I want to be touched.
March 25, 2010 8:24 AM   Subscribe

Help me find short, touching essays written in the first person, about personal relationships.

Essays about being a parent, a sibling, a friend...even about a person’s relationship with themself.

I just finished reading Roger Ebert’s article about his dad and while touching, is not really what I’m looking for – it’s too long and is basically a biographical piece. I guess I’m looking for more reflection on what the relationship means or what the author has learned from it.

This piece on motherhood by Anna Quindlen (Flown Away, Left Behind) always bring a lump to my throat, and I want to read similar works.

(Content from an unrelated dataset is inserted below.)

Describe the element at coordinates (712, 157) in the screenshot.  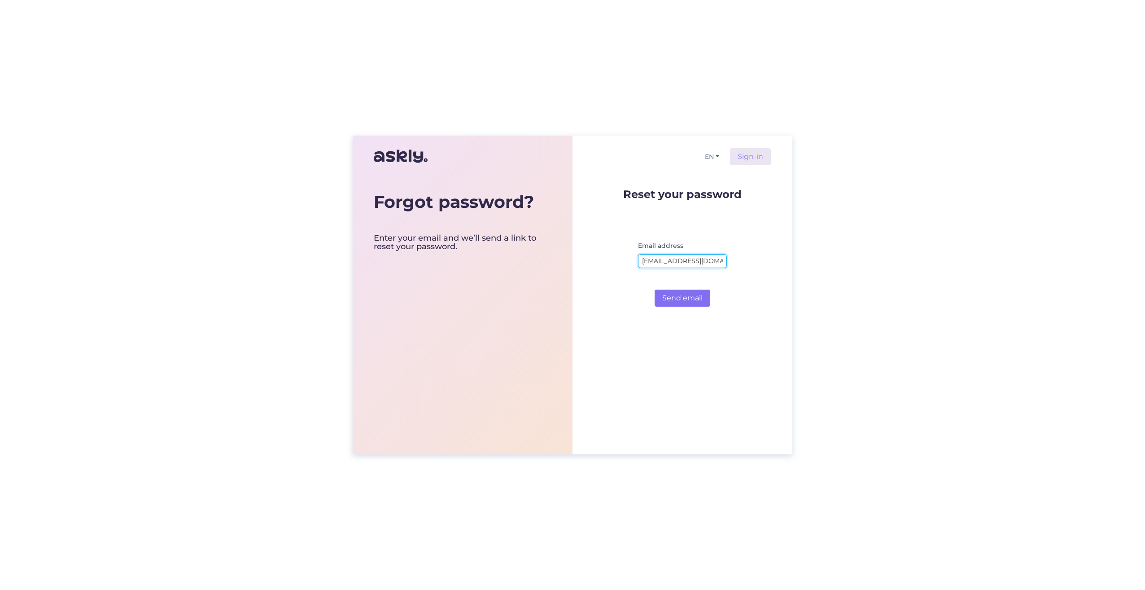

(Sidebar/derail: is that the correct usage of “themself”? Or should it be “themselves”? It’s bothering me.)
posted by yawper to Writing & Language (15 answers total) 27 users marked this as a favorite
 
Best answer: Many of the This I Believe essays fit your description perfectly.
posted by jquinby at 8:30 AM on March 25, 2010


Joan Didion's The Year of Magical Thinking
posted by sallybrown at 8:34 AM on March 25, 2010


I should say it's not short (although not long at all for a book), but is tremendously touching without being saccharine.
posted by sallybrown at 8:36 AM on March 25, 2010


Touching, but heartbreaking - just one post among countless great ones on one of my favorite blogs.

The Child on the Train
posted by Rallon at 8:44 AM on March 25, 2010


There's a whole franchise (Chicken Soup for the....) dedicated to this.
posted by rocket88 at 9:10 AM on March 25, 2010


Best answer: The Sun magazine specialises in that sort of touching firsthand essay.
posted by patricio at 9:10 AM on March 25, 2010 [1 favorite]


Best answer: The Times also has a Lives column in their Sunday Magazine that sounds like what you want. The archives are viewable online.
posted by troywestfield at 9:14 AM on March 25, 2010


Response by poster: I had not heard of Modern Love before, and it's exactly the kind of thing I'm looking for. Thanks for the other suggestions as well, I'll check them all out.

Except for Chicken Soup for the Soul...sorry...I didn't mind the first couple of books but after that they just got so contrived.
posted by yawper at 9:17 AM on March 25, 2010


This may be closer to the Ebert piece than you'd like, but I can't think of a finer example of the form than Raymond Carver's essay "My Father's Life." There is a cached copy available from Google; the essay is also included in Carver's book Call If You Need Me: The Uncollected Fiction and Other Prose.
posted by cirripede at 9:44 AM on March 25, 2010


Once More to the Lake by E.B. White.
posted by Daily Alice at 10:06 AM on March 25, 2010


Best answer: This is a genre that I have a great appetite for, and the best one of these I've ever read is in here, by the extremely underappreciated Leonard Michaels.
posted by voronoi at 10:18 AM on March 25, 2010


Can we recommend poetry? I love ee cummings' poem My Father Moved Through Dooms of Love
posted by zoomorphic at 10:54 AM on March 25, 2010


I came in here to recommend Modern Love as well. The House of No Personal Pronouns is my favorite Modern Love column -- it's a bit dark, but very good.
posted by k8lin at 11:03 AM on March 25, 2010


Long for an essay (76 pages), but C.S. Lewis, "A Grief Observed."
posted by Beardman at 2:15 PM on March 25, 2010


A lot of David Sedaris' essays about his family or his relationship with his partner would fall into this category. They often start out hilarious and end up touching. The story "Repeat After Me" from Dress Your Family in Corduroy and Leather is a great example of this.